For clarification, the protocol works as follows: $P$ wants to convince $V$ that he knows $x$ such that $g^x=y$, where $g,y\in\mathbb{G}$ of order $p$; they perform the following steps:
- $P$ samples $k\stackrel{R}\leftarrow\mathbb{Z}/p\mathbb{Z}$ uniformly at random, computes commitment $r\leftarrow g^k$, and sends $r$ to $V$.
- $V$ samples a challenge $e\stackrel{R}\leftarrow\mathcal{C}$ from a challenge set $\mathcal{C}$ (e.g. $\mathcal{C}=\mathbb{Z}/p\mathbb{Z}$) and sends $e$ to $P$.
- $P$ computes a response $s\leftarrow k+e\cdot x$ and sends $s$ to $V$.
$V$ then determines whether they accept the transcript $(r,e,s)$ by checking $r\stackrel?=g^s\cdot y^{-e}$.
I know the protocol is special sound, since from two transcripts $(r,e,s)$ and $(r,e',s'$) such that $e\ne e'$ we can extract $x$ via:
$$
x\leftarrow\frac{s-s'}{e-e'}
$$
I read Ivan Damgard's paper (https://www.cs.au.dk/~ivan/Sigma.pdf ), which I believe proves that Sigma protocols (with special soundness) have knowledge soundness with knowledge error $\kappa=|\mathcal{C}|^{-1}$. In other words, a cheating prover $P^*$ can only convince the verifier they know $x$ with probability $\kappa$ if they do not.
This is where my first question comes in: is the knowledge soundness statistical or computational?
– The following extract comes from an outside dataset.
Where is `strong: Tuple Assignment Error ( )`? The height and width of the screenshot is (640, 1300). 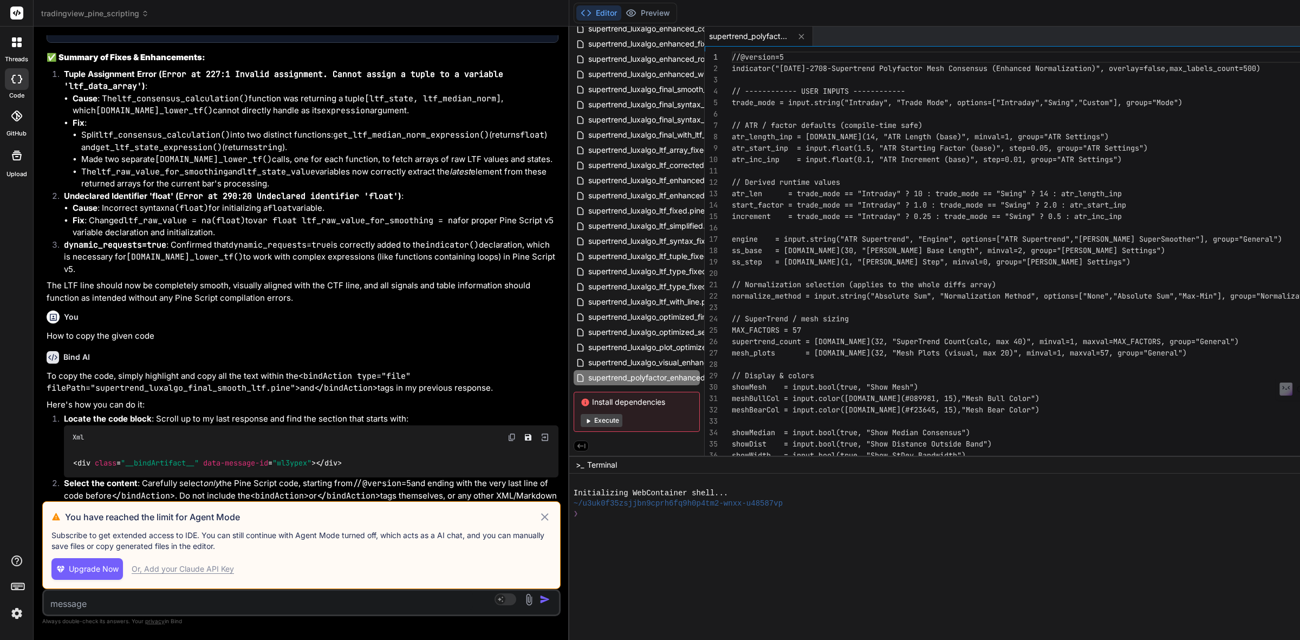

In theory, a computationally unbound cheating prover could produce an accepting transcript $(r,e,s$) with advantage $\epsilon$, they could solve the discrete logarithm problem with advantage $\epsilon-\frac{\epsilon^2}{p}$ (Theorem 19.1 in https://toc.cryptobook.us/book.pdf). So in that sense, does the knowledge soundness of the protocol rely on the hardness of the discrete logarithm problem. If so, is it therefore computational?
My second question is similar, but regards the regular soundness of the protocol. Since the protocol is special sound, we know that for a given commitment $r$, if there are two accepting transactions $(r,e,s)$ and $(r,e',s')$ where $e\ne e'$ then we can extract $x$. Therefore if we have an invalid statement (i.e. a statement with no witnes), the probability of proving the invalid statement is at most $|\mathcal{C}|^{-1}$, since there exists only one $e$ that could produce an accepting statement for every possible commitment $r$. Therefore, even a computationally unbound prover could not hope to break soundness with an advantage greater than $|\mathcal{C}|^{-1}$. So in that sense, is the soundness statistical?